Surfrider Chicago responded last Monday to U.S. Steel’s attempts to hold off the environmental advocates’ lawsuit, claiming that the consent decree reached between the Pittsburgh-based steel company and the U.S. Government will not address the violations that are still taking place at the company’s Portage facility. Namely, that chromium in the groundwater near the plant is still migrating towards the Burns Waterway, according to a July report with the IDEM only recently made public by U.S. Steel.
“Since the proposed consent decree was published, a lot of new information has come to light.” says Rob Weinstock of the University of Chicago Abrams Law Clinic representing Surfrider. “If [U.S. Steel] doesn’t have a systematic way of dealing with these issues, which they don’t, then that suggests some much broader problems than simply what happened to one containment trench and one pipe last April.”
Surfrider has already made several complaints regarding the proposed consent decree, but decided to file and reopen their case in July to obtain documents through discovery from U.S. Steel in order to evaluate what the company would need to do for compliance with the Clean Water Act.
“The plan [initially proposed] needed to be fixed and they could’ve fixed that plan from the get-go.” says Mark Templeton, of the University of Chicago Abrams Law Clinic, “It goes to show that even when they’re given the chance to fix things, they won’t come up with a plan sufficient to do that. It raises concerns about how serious U.S. Steel is about solving the problems on the ground here.”
On August 3, U.S. Steel filed their response, claiming that Surfrider’s lawsuit “advanced similar or identical claims” to the government’s, so “the consent decree, in its current form, or as revised based on the comments submitted by [Surfrider] and others, will resolve and bar most, if not all, of the claims in [Surfrider’s] complaints.” U.S. Steel goes on to add that only four months after the stay, their situation is unchanged, and so there is no reason to reopen the lawsuit.

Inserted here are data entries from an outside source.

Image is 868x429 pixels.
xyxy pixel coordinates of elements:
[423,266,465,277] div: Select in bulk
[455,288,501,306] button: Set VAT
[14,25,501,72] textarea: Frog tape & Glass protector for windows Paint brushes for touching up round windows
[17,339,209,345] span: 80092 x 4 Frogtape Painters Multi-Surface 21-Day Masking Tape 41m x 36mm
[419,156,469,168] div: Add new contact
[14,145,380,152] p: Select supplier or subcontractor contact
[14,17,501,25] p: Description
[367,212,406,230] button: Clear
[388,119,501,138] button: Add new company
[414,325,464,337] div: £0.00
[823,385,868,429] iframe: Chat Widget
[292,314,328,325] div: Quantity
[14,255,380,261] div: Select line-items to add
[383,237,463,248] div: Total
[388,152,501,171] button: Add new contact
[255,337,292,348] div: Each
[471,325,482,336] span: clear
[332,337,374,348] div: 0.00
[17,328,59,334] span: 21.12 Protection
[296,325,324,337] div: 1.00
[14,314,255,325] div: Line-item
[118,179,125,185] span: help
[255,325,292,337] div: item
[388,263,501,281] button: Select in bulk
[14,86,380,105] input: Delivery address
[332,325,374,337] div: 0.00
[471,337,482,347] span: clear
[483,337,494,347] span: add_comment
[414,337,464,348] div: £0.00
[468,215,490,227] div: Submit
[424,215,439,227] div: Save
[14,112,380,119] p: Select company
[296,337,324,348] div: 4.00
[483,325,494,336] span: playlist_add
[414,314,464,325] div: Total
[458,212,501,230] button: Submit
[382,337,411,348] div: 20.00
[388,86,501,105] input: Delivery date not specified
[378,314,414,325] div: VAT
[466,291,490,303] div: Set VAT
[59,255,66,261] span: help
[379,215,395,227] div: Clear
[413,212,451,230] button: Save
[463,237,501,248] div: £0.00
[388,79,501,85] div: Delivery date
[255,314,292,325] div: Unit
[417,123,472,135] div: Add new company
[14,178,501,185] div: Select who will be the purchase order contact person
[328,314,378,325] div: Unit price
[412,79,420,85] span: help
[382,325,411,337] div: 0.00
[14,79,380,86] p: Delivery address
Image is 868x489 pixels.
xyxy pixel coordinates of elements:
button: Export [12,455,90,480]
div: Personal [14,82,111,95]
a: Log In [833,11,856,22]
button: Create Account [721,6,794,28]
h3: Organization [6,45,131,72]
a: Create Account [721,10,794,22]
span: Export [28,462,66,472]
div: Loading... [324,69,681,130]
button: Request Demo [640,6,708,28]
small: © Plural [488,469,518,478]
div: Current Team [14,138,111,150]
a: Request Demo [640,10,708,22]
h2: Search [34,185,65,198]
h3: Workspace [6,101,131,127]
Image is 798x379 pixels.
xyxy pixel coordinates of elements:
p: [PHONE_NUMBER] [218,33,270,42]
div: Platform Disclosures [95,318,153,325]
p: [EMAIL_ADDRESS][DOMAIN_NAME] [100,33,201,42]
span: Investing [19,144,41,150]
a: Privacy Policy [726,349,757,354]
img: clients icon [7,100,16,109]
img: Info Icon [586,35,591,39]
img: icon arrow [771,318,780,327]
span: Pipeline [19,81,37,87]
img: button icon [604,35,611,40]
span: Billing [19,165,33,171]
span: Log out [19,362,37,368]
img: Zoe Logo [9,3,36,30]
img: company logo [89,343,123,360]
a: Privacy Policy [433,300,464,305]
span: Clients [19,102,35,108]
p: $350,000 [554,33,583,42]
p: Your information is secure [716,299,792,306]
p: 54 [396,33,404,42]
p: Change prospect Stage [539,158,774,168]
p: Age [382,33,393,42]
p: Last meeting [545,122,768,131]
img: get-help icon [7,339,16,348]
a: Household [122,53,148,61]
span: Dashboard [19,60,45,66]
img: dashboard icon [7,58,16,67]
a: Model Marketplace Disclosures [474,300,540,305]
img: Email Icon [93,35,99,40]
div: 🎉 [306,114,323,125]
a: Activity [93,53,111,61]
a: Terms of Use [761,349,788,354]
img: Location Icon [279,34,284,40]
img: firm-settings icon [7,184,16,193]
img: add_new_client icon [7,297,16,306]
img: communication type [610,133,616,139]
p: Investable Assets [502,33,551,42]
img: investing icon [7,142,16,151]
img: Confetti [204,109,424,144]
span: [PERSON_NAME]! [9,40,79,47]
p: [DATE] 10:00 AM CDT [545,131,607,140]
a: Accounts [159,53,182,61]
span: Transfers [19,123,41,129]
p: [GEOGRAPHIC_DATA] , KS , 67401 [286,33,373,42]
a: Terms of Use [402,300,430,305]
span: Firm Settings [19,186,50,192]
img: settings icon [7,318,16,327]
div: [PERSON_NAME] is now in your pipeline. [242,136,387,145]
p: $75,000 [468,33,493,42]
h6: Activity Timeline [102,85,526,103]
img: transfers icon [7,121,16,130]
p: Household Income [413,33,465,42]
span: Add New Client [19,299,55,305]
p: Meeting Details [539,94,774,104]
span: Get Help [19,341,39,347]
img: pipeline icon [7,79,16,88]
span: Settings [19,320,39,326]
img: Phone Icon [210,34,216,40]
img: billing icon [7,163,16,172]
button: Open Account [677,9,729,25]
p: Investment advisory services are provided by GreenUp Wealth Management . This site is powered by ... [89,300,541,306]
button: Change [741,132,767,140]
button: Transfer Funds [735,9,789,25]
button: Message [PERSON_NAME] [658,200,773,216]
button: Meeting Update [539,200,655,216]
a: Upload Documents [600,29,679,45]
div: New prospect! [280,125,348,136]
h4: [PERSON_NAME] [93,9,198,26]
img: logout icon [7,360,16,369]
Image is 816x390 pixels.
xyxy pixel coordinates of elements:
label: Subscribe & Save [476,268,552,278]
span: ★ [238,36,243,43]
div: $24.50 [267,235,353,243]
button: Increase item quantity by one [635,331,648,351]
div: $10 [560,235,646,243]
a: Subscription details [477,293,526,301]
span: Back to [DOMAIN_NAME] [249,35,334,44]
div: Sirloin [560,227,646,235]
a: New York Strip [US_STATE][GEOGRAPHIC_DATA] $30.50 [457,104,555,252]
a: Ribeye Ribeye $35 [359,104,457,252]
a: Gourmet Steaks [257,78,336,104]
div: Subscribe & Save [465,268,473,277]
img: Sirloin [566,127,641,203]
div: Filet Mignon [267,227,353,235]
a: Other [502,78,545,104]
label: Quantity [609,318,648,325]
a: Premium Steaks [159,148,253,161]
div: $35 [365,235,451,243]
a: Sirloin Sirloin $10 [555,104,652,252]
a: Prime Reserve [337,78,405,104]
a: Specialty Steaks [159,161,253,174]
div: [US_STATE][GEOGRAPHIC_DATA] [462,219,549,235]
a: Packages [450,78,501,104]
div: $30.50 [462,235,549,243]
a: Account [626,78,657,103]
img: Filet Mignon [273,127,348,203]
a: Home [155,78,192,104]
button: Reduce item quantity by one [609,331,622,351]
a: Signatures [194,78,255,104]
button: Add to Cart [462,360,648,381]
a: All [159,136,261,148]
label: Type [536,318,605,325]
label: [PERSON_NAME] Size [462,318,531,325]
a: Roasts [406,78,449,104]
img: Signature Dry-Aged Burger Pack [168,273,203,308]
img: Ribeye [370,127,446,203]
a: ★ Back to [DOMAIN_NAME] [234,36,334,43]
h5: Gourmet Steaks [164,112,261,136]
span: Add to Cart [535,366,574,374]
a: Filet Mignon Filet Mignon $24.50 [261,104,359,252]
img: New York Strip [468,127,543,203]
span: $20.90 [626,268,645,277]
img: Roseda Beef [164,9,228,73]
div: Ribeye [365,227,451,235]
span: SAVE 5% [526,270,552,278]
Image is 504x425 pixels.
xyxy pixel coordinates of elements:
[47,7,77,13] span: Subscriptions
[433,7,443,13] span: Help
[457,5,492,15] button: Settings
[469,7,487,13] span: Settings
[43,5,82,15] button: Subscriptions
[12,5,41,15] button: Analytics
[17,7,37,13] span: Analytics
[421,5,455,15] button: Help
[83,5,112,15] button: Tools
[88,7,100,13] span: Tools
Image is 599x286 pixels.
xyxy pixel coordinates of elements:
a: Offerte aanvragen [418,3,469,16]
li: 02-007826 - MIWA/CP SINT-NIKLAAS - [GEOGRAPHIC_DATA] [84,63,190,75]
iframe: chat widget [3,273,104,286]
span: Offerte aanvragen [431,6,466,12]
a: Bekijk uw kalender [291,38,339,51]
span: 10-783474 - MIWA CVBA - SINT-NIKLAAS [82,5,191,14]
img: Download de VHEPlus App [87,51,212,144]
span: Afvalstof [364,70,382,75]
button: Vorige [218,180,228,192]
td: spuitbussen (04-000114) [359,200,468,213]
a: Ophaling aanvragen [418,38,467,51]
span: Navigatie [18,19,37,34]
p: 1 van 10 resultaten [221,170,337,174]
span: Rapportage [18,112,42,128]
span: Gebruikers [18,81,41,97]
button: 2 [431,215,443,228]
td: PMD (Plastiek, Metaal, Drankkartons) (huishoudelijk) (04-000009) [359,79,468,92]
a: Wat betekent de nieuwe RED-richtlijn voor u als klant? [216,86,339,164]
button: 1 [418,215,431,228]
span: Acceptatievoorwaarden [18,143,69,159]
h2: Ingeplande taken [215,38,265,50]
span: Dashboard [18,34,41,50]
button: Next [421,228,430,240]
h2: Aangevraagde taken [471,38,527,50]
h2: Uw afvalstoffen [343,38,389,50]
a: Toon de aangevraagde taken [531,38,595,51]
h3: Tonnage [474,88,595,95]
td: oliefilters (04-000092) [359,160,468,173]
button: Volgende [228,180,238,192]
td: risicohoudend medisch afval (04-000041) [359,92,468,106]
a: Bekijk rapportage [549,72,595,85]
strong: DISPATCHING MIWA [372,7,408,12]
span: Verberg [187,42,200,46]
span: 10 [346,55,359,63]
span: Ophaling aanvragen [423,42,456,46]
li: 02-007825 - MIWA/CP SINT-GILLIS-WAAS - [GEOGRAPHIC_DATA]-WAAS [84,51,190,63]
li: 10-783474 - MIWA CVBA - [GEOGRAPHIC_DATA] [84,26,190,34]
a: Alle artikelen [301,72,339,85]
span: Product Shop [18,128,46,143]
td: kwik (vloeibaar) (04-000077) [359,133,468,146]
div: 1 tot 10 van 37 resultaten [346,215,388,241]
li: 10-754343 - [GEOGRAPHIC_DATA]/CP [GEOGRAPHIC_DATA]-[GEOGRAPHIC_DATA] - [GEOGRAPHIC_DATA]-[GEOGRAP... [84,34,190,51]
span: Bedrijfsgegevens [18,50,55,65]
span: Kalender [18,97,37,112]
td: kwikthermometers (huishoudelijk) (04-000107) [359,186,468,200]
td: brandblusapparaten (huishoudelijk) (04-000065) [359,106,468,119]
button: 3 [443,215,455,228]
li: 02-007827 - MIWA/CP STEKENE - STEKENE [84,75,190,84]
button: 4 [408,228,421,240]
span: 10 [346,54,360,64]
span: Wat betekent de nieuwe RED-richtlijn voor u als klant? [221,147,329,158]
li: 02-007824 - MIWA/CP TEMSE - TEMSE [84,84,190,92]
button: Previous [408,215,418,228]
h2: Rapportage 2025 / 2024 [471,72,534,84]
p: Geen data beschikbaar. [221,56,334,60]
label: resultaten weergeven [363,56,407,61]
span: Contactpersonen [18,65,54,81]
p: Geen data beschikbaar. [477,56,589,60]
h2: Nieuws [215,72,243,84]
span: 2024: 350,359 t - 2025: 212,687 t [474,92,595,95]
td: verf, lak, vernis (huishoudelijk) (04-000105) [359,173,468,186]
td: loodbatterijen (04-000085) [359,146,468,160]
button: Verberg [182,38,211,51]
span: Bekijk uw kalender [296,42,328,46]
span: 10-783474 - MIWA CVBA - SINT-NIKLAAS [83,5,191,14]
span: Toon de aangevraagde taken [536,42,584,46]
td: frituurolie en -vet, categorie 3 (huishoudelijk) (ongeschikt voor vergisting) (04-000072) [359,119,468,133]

Now, in a legal reply filed August 13, Surfrider claims that “circumstances have indeed changed” and that the “fundamental shortcomings in the Government’s’ approach assure that this or any modified consent decree will not sufficiently remedy U.S. Steel’s [Clean Water Act] violations or require U.S. Steel to correct fully and finally the problems that caused its illegal discharge.”
Surfrider claims that the government’s’ case focused on U.S. Steel’s April 2017 spill is “too narrow to deal with these multifaceted and systematic problems.” Their reply details several developments since agreeing to the stay which have shown the inadequacy of the government’s’ approach, which has failed to prevent U.S. Steel from continuing to dump chromium into the surrounding groundwater.
“What our reply highlights is that this new information reveals the true nature of Clean Water Act violations at the Portage facility,” says Weinstock, “and what that shows us is that the proposed consent decree doesn’t go far enough.”
According to a July 18 report, the amount of leaked chromium cited in the consent decree may be wrong. U.S. Steel’s groundwater sampling, reviewed by the City’s experts, shows the carcinogenic hexavalent chromium may still be discharging into the Burns Waterway, which flows into Lake Michigan. Not only this, but flow monitors installed by U.S. Steel in its Enhanced Wastewater Process Monitoring Design study gave contradicting chromium levels, meaning the dangerous toxin could still be leaking, unmonitored, according to Surfrider’s reply.
“When the hexavalent chromium spill happened last April, not all of the chromium went down the outfall pipe,” claims Weinstock, “We’ve learned that there’s hexavalent chromium in the groundwater beneath the facility. That is new information [since agreeing to the stay.] Ground impacts are not reflected at all in the consent decree. If there was chromium that spilled into the soil and got to the groundwater, that raises serious questions about the volumes of the spill that were used to notify the public and were used in calculating penalties.”
The consent decree, which would bring U.S. Steel into compliance for its April 2017 spill, would only address the causes of that specific spill — breached conveyance, poor maintenance, and inadequately designed containment — but would not address the causes of the ongoing groundwater leakage or even the October 2017 chromium spill, which was caused by inspection, cleaning, and monitoring failure, according to Surfrider’s reply.
Templeton went on the say, “when a company is breaking the law, is aware that it’s breaking the law, and regulators know and are not enforcing the law, then what kind of behavior do you think the company is going to engage in?”
U.S. Steel declined to comment while both parties wait to hear from magistrate judge Andrew Rodovich at Hammond’s U.S. District Court on whether he will lift the stay.